How should eco DTC brands run SMS marketing compliantly?

Quick answer

Run compliant eco DTC SMS with express written consent (unchecked checkbox, clear disclosure, separate from email opt-in), double opt-in where possible, and honor STOP/HELP on every message. Limit promotional texts to 4 to 6 per month, respect state quiet hours (e.g. Florida, Oklahoma, Washington rules), and prioritize transactional flows (shipping, delivery, replenishment) before blasts. Pair SMS with email per the email marketing guide; never buy lists or text without documented consent.

TCPA (US): marketing texts need prior express written consent; honor opt-out immediately; maintain consent records. CTIA guidelines: clear program description, STOP/HELP support, no SHAFT content issues. State laws (Florida, Oklahoma, Washington, and others): quiet hours, additional consent language. If you sell in the EU/UK, GDPR/ePrivacy rules apply separately.

Document consent timestamp, source, and exact disclosure shown. Klaviyo and similar platforms store this when configured correctly.

How should opt-in capture work?

  1. Unchecked checkbox—not pre-selected
  2. Separate from email marketing opt-in
  3. Disclose: brand name, message type, frequency, “msg & data rates may apply,” STOP to cancel, HELP for help, link to privacy policy
  4. Optional: confirm opt-in via first text (“Reply YES to confirm”)

Never text checkout phone numbers unless they opted in to SMS marketing. Shipping updates may qualify as transactional if truly non-promotional—get legal review if bundling marketing into transactional streams.

Which flows to build first?

  • Transactional: order placed, shipped, out for delivery, delivered
  • Utility: back-in-stock, refill reminder (subscription guide), package delay
  • Lifecycle: welcome SMS (post-consent), win-back for 90-day lapsed buyers
  • Promotional: new drop, limited restock—sparingly, with clear value

Align tone with brand proof; avoid vague “eco sale” language that triggers spam filters and trust issues. Cross-check claims with the compliance guide.
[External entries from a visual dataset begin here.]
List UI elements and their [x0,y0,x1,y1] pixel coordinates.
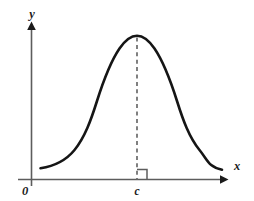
bell-curve-path [41,36,223,170]
figure-canvas: y x 0 c [0,0,254,201]
right-angle-marker [137,170,147,180]
y-axis-arrowhead [27,22,36,31]
y-axis-label: y [27,7,35,21]
origin-label: 0 [22,184,29,198]
x-axis-arrowhead [220,175,229,184]
x-axis-label: x [233,159,240,173]
peak-x-tick-label: c [134,185,139,197]
bell-curve-figure: y x 0 c [0,0,254,201]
How do you configure Klaviyo SMS?

Enable SMS in account settings, register toll-free or short code, connect list growth forms with compliant disclosure templates, set smart sending and quiet hours, segment SMS subscribers separately from email-only, and sync suppressions on unsubscribe. Test STOP handling before any campaign.

How does SMS pair with email?

SMS for time-sensitive utility; email for story and education. Avoid duplicating the same promo on both channels same day. Use SMS to drive high-intent actions (back-in-stock, cart with high AOV) and email for list growth and nurture. Shared suppressions prevent fatigued subscribers.

What does a compliance audit check?

  • Consent records for every subscriber
  • Opt-in copy matches live forms
  • STOP/HELP tested in last 30 days
  • Quiet hours enabled for all promotional sends
  • No purchased or imported phone lists
  • Transactional vs promotional classification reviewed by counsel if blended

Frequently asked questions

Do I need separate consent for SMS vs email?

Yes. TCPA requires express written consent for marketing texts. Email opt-in does not cover SMS. Use a dedicated unchecked SMS checkbox with message frequency and “msg & data rates may apply” disclosure.

What SMS flows should eco DTC launch first?

Transactional: order confirmed, shipped, delivered. Then: back-in-stock, refill reminder for consumables, win-back for lapsed subscribers. Promotional campaigns only after consent audit passes.

How many marketing texts per month is safe?

Most sustainable DTC brands stay at 4 to 6 promotional texts monthly plus transactional messages. Higher frequency increases opt-outs and complaint rates unless utility is high (subscription management).

What are SMS quiet hours?

Several US states restrict marketing texts before 8am or after 8pm or 9pm local time. Use your SMS platform’s quiet-hours and timezone sending features; default to conservative windows nationally.